+++ Input +++

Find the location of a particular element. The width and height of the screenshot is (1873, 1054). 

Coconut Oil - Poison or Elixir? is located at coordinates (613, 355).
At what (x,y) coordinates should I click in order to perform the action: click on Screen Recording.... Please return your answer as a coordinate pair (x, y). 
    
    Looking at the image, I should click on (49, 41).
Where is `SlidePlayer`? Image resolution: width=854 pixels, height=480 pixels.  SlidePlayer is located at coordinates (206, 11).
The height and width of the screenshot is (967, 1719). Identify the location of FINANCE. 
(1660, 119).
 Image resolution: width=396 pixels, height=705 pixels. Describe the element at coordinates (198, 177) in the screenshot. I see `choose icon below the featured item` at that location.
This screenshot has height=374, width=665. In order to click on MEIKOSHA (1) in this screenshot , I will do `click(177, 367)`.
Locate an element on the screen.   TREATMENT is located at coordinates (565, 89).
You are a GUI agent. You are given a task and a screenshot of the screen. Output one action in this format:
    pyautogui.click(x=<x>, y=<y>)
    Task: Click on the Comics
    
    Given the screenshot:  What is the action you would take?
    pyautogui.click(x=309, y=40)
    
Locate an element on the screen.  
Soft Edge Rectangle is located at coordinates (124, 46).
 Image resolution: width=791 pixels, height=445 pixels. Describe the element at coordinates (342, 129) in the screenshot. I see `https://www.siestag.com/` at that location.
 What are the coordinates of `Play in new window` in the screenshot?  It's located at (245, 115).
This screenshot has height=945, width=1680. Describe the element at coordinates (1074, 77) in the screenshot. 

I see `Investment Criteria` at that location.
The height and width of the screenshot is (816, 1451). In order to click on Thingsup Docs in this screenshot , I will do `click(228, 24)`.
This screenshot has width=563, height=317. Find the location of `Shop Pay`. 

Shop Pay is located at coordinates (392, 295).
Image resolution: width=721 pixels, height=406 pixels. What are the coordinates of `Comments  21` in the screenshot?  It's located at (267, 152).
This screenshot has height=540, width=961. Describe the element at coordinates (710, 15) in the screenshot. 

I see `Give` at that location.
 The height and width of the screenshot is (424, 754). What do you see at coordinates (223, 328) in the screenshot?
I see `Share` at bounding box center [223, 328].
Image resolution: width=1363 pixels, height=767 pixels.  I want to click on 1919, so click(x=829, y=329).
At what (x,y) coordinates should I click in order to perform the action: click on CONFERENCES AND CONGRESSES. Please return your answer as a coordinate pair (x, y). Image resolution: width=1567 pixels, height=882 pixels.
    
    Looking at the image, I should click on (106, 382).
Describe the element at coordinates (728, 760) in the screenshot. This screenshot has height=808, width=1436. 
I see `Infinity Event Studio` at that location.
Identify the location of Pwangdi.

+++

Now copy each line of the entries that mentions "will".

Response area
This screenshot has height=374, width=665. In order to click on MEIKOSHA (1) in this screenshot , I will do `click(177, 367)`.
The height and width of the screenshot is (816, 1451). In order to click on Thingsup Docs in this screenshot , I will do `click(228, 24)`.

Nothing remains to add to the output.